We need to be careful about the exact meaning of the ps columns when we compare the ps output from different OS.
-Steve
-
07-10-2008 #7
- Join Date
- Jun 2008
- Location
- North East U.S.
- Posts
- 30
Steve,
I'm now explicitly setting thread stack size to 1MB and the problem is resolved. The issue came up becuase a user was monitoring progress of the process via the top command and it was showing a VIRT amount many times higher than we actually were using on linux. This was not happening on AIX or Solaris with the top command. It may still have been true that we were getting huge stack spaces reserved for each thread, but the top command on Solaris reports a SIZE that was not including that virtual space. The pmap command on Solaris did not show any 819MB areas allocated even though ulimit -s is set to 819200 K. Also, the top command and ps command on AIX did not show the (stack) space. AIX appears to not have a pmap command.
-Brion
-
07-11-2008 #8
- Join Date
- Jun 2008
- Posts
- 34
Brion,
Good to hear you have resolved the problem.
>The pmap command on Solaris did not show any 819MB areas allocated even though ulimit -s is set to 819200 K.
I assume you are referring to "pmap -r" (since pmap without any flag will report different statistics as I mentioned). No, it won't show the ulimit. It will have some default value(1 MB on OpenSolaris 11).This is reasonable since the pthread library in Linux and Solaris are two different implementations.
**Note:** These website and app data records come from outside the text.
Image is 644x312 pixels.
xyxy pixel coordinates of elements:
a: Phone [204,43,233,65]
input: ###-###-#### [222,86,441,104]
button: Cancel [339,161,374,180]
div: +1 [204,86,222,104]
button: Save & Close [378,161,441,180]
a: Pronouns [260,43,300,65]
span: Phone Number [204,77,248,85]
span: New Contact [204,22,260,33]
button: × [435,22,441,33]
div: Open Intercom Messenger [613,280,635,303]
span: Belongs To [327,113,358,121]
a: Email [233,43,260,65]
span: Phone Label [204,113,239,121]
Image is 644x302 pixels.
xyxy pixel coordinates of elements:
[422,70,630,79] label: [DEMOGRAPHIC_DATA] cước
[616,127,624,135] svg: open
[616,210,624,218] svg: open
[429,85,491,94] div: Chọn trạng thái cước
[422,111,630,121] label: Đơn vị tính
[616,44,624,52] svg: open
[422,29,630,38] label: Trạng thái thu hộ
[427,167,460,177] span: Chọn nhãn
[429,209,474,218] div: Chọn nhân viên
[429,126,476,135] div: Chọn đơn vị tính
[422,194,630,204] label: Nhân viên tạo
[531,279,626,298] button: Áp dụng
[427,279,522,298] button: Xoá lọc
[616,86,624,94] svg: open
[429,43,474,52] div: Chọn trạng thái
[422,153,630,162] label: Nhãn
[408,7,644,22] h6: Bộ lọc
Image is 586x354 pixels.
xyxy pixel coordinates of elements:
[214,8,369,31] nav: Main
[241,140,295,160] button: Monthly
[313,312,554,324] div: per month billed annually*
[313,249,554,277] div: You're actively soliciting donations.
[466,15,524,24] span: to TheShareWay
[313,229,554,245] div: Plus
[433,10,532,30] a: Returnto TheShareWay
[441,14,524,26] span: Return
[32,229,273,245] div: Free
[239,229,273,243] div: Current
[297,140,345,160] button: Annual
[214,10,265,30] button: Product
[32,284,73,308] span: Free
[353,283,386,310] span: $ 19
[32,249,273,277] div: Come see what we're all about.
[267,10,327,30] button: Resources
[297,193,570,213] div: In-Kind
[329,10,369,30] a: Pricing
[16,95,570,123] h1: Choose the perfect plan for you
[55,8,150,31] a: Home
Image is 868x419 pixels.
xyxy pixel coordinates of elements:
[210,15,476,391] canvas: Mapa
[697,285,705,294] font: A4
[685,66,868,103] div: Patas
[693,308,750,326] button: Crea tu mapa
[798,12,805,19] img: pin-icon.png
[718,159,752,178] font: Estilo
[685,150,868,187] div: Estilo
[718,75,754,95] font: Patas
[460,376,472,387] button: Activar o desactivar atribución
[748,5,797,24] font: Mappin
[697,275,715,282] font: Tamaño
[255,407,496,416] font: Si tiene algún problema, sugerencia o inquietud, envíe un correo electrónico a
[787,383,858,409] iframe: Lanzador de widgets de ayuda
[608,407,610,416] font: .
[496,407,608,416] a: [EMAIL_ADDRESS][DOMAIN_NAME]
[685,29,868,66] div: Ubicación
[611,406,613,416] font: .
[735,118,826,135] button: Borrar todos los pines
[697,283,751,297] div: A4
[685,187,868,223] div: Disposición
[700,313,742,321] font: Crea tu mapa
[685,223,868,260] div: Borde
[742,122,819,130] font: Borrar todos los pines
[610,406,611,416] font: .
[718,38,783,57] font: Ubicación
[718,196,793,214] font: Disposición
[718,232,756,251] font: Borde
Btw, "pmap -r" on solaris will show the process stack(the one without tid) with the ulimit value.
>AIX appears to not have a pmap command.
AIX does not have a pmap command. That's why I suggested you to use "svmon -P <PID>" instead.
-Steve
-
07-21-2008 #9
- Join Date
- Jun 2008
- Location
- North East U.S.
- Posts
- 30
Thanks for your help Steve! I find it odd that with ulimit -s 819200 on all platforms, none of them seem to actually allocate 819 MB for the stack for the main thread. Perhaps they do allow the stack to dynamically grow to that size, but do not allocate or reserve the space until it is used for the first time.
-Brion
-
07-21-2008 #10
- Join Date
- Jun 2008
- Posts
- 34
Brion,
I find it odd that with ulimit -s 819200 on all platforms, none of them seem to actually allocate 819 MB for the stack for the main thread. Perhaps they do allow the stack to dynamically grow to that size, but do not allocate or reserve the space until it is used for the first time.